According to a Technavio report, the global mega data center market is expected to exceed $14 billion by 2019 growing at a CAGR of over 7%. “It is expected that 60% of the planet will be connected to the Internet by 2020, with a cumulative generation of 40 ZB or more of data, which will be stored and managed through data centers,” says Rakesh Panda, a lead analyst at Technavio for data center research.

Dig a bit deeper and you realize that data center locations like Langfang and North Carolina, from the examples above, are there for access to cheap coal for power generation. So many of the clean, shiny new data centers at the heart of our data driven energy efficiency revolution are, ironically and in no uncertain terms, extremely heavy polluters.

So what is really going on, why do data centers use so much energy? In short, the answer is ‘cooling’. A data center is essentially a massive room full of computers and therefore generates a huge amount of heat. This heat is, in turn, the greatest threat to a data centers servers and so cooling is essential for the protection and proper functioning of equipment.

The 1.1 million square foot Lakeside Technology Center, a multi-tenant data center hub owned by Digital Realty Trust, is supported by an 8.5 million gallon tank of a refrigerated brine-like liquid for cooling. The building also includes 50 generators, which are fueled by multiple 30,000 gallon tanks of diesel fuel.

Energy aside, data center water usage alone is of huge environmental concern in a world increasingly short of potable water.
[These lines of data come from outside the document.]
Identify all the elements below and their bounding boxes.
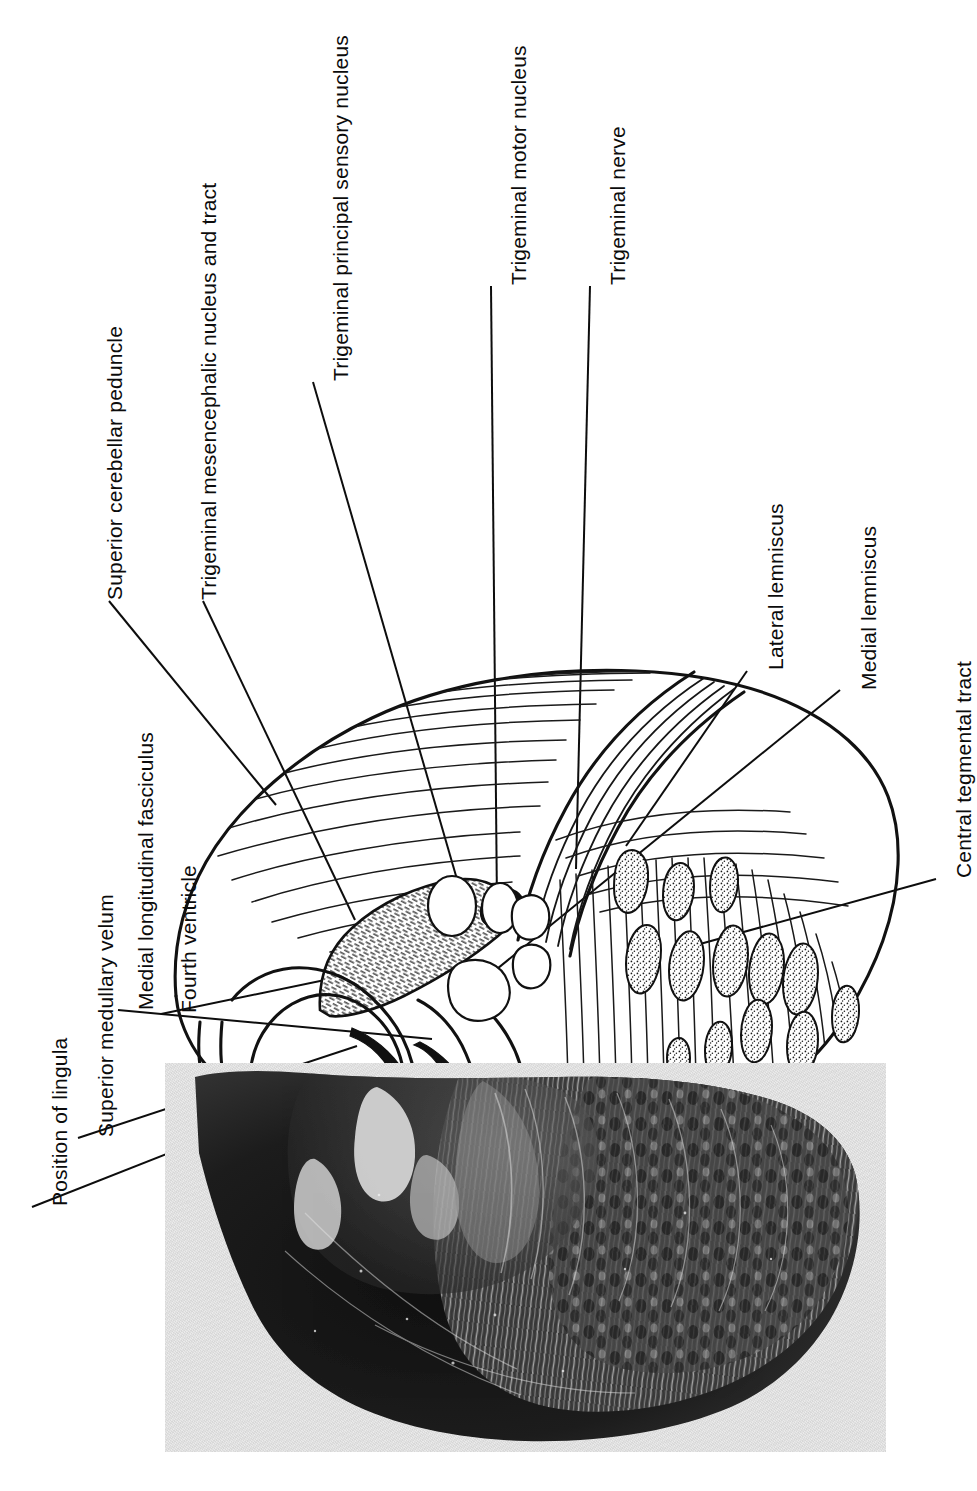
medial-longitudinal-fasciculus-outline [448, 960, 510, 1021]
trigeminal-mesencephalic-mass [320, 879, 525, 1016]
trigeminal-motor-nucleus-outline [482, 883, 518, 933]
leader-central-tegmental-tract [700, 879, 936, 944]
leader-trigeminal-mesencephalic [203, 601, 355, 920]
tegmentum-striations [216, 671, 668, 952]
pontine-nuclei-islands [614, 850, 859, 1080]
leader-trigeminal-nerve [576, 286, 590, 869]
label-superior-medullary-velum: Superior medullary velum [95, 894, 116, 1137]
label-central-tegmental-tract: Central tegmental tract [953, 661, 974, 878]
label-fourth-ventricle: Fourth ventricle [178, 865, 199, 1013]
label-trigeminal-motor-nucleus: Trigeminal motor nucleus [508, 45, 529, 285]
label-medial-longitudinal-fasciculus: Medial longitudinal fasciculus [135, 732, 156, 1010]
leader-lateral-lemniscus [626, 671, 747, 846]
label-position-of-lingula: Position of lingula [49, 1038, 70, 1206]
trigeminal-principal-sensory-outline [428, 876, 476, 936]
nuclei-outlines [428, 876, 550, 1021]
photomicrograph-tissue [165, 1063, 886, 1452]
label-medial-lemniscus: Medial lemniscus [858, 526, 879, 690]
label-trigeminal-nerve: Trigeminal nerve [607, 126, 628, 285]
label-superior-cerebellar-peduncle: Superior cerebellar peduncle [104, 326, 125, 600]
leader-trigeminal-principal-sensory [313, 382, 463, 900]
leader-medial-longitudinal-fasciculus [118, 1010, 432, 1039]
label-trigeminal-mesencephalic-nucleus-and-tract: Trigeminal mesencephalic nucleus and tra… [198, 183, 219, 600]
label-lateral-lemniscus: Lateral lemniscus [765, 503, 786, 670]
label-trigeminal-principal-sensory-nucleus: Trigeminal principal sensory nucleus [330, 35, 351, 381]
figure-plate: Superior cerebellar peduncle Trigeminal … [0, 0, 977, 1491]
superior-cerebellar-peduncle-band [518, 672, 744, 956]
photomicrograph-panel [165, 1063, 886, 1452]
pontine-fiber-bundles [556, 810, 854, 1080]
leader-trigeminal-motor-nucleus [491, 286, 497, 905]
leader-medial-lemniscus [476, 690, 840, 986]
pons-outline [175, 670, 898, 1078]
Even a relatively small 200,000 square foot data center would use up to 30,000,000 gallons of water a month, and that’s with industry leading water efficiency.

The huge, short-lived, batteries used in data centers need an extensive disposal process; coolant liquids, often Freon / halocarbon or chlorofluorocarbons, are highly toxic; cleaning and dust removal solutions often contain toxic bleach, ammonia, or chlorine; electronic equipment and its packaging need proper disposal; even fire suppression systems can include harmful chemicals. The technology at the center of energy optimization for a greener world could also to be a leading culprit of environmental damage.

It is not all doom and gloom on the environmental side of data centers however. In addition to the energy efficiency gains from the big data analyses that data centers facilitate, the operations themselves are making some fairly significant efforts to be greener.

Google has spent over a billion dollars on renewable energy, Microsoft recycles 99% of waste in its European data centers, and Facebook aims to run its facilities on wind and hydroelectric power in the future. There have even been suggestions of underwater data centers using the surrounding sea as a zero-energy cooling mechanism.

As is usually the way in our business world, much of this is for a public relations show or in reaction to environmental regulation, and even a company with honest green ambitions cannot ignore the vast cost savings offered by coal. Nor would we expect them to. Environmentally responsible business is a wonderful thought but not a replacement for environmentally sound policy and regulation.

Furthermore, our ability to measure the environmental performance of data centers is shrouded in mystery due to the limitations of industry-adopted metrics like power-usage effectiveness (PUE). PUE only explains the efficiency of data centre infrastructure relative to energy demand, but not the overall resource impact or even the amount of energy needed for a particular computing activity. Such metrics act as a fog hiding the true environmental cost of cloud computing.

In the words of Bill Wheil, Google Energy Czar, at the March 2011 – Climate One Forum on Cloud Computing: “We are not going to solve the climate problem via efficiency – we must move to cleaner sources of energy.”